Has the Arab Spring arrived in Israel? Are we seeing a Jewish Summer? That’s the popular perception of the surprisingly large and robust protests that have taken over nearly every major city in Israel, peaking with a march of 30,000 in the streets of Tel Aviv on July 23. The issue at stake is the need for more affordable housing, and the protesters are mainly students and young middle class people. The sheer size and level of engagement is, on its own, worth noting. It seems like it’s been a long time since this particular cohort — the nonreligious, cosmopolitan Israelis — got out into the streets for anything.

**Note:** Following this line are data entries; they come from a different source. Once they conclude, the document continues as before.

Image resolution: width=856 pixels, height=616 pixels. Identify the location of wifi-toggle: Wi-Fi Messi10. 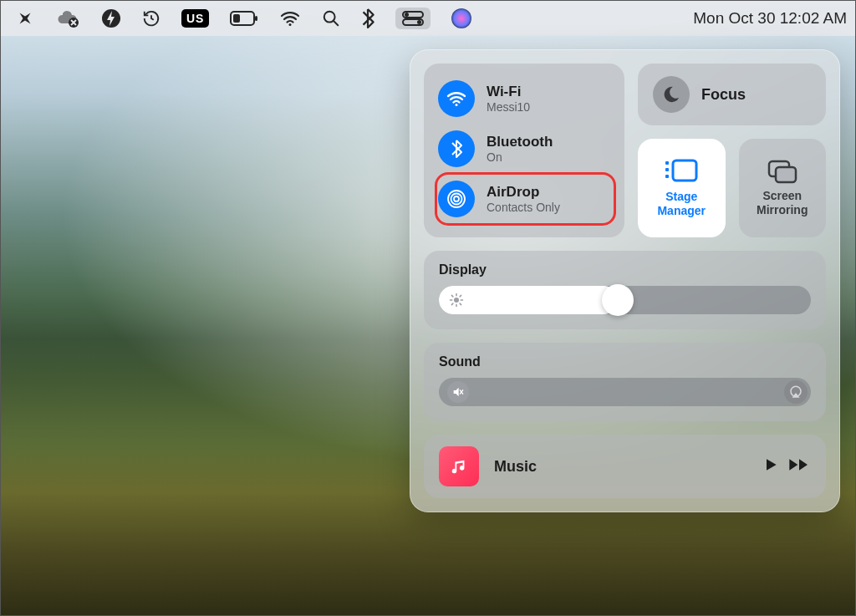
(525, 99).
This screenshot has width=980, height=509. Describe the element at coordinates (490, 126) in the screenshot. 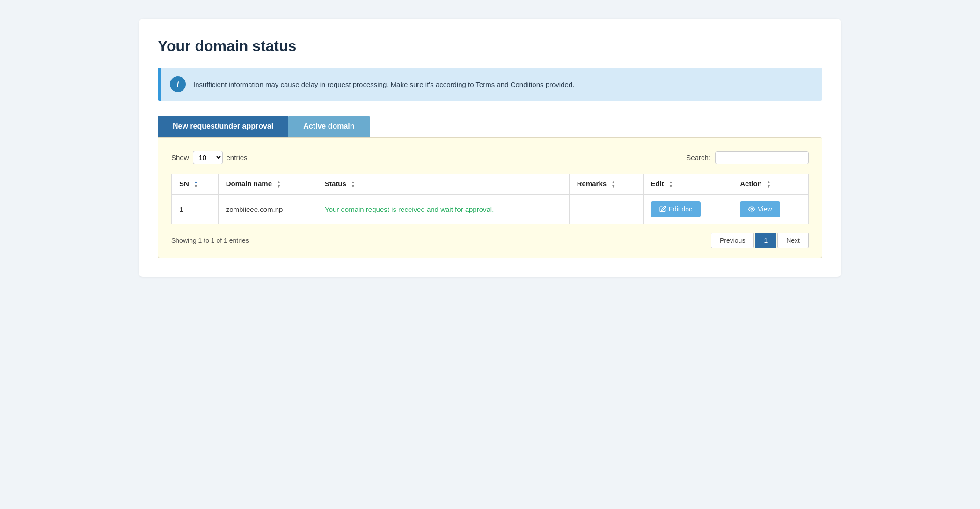

I see `tabs-row: New request/under approval Active domain` at that location.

Those on the dwindling left who have been desperately trying to increase their numbers for years are looking on with jealousy. Only a few weeks earlier, a gathering in Rabin Square to protest a newly passed law making it illegal to call for a boycott of the occupation mustered just 50 lonely souls.

If you ask the young Israelis in the tent cities why they are willing to rally around this issue but not demonstrate their anger with a law that would degrade free speech and erode their democracy, they will tell you that it’s because the problem of housing is not “political.” They will say it’s economic and about their standard of living. The arguments on the left and right have become so calcified, so predictable and at the same time so fraught, that no one wants to be seen as “political.”

But isn’t it political to demand accountability from your government, to push them to be more responsive to their citizen’s needs? This might be the very definition of the word.

The issue of affordable housing can not be elevated above all the bigger, “political” issues bedeviling Israel. Part of the reason successive Israeli governments have not paid enough attention to these economic issues was because their attention was turned elsewhere. In a recent Haaretz column, Dror Etkes pointed out that while the government built 48.4% of all housing units in the settlements between 1994 and 2009, it constructed only 20% during that same period within Israel proper. In Tel Aviv, the hottest market in the country, there was not one unit of public housing built between 2006 and 2009. What were the priorities of these governments?

This is most certainly political, whether the protesters want to call it by that name or not. They are demanding a government that doesn’t just engage in fights to shore up its ideological base or appease vocal communities like the settlers’ lobby. They want a government that fights for them, that is responsive to their needs, that deals not in advancing a set of intractable positions, but bends over backward to foster a better life and future for Israelis — and this means also working in good faith to end the conflict with the Palestinians.

This is probably not a revolution. But it should be a wake-up call.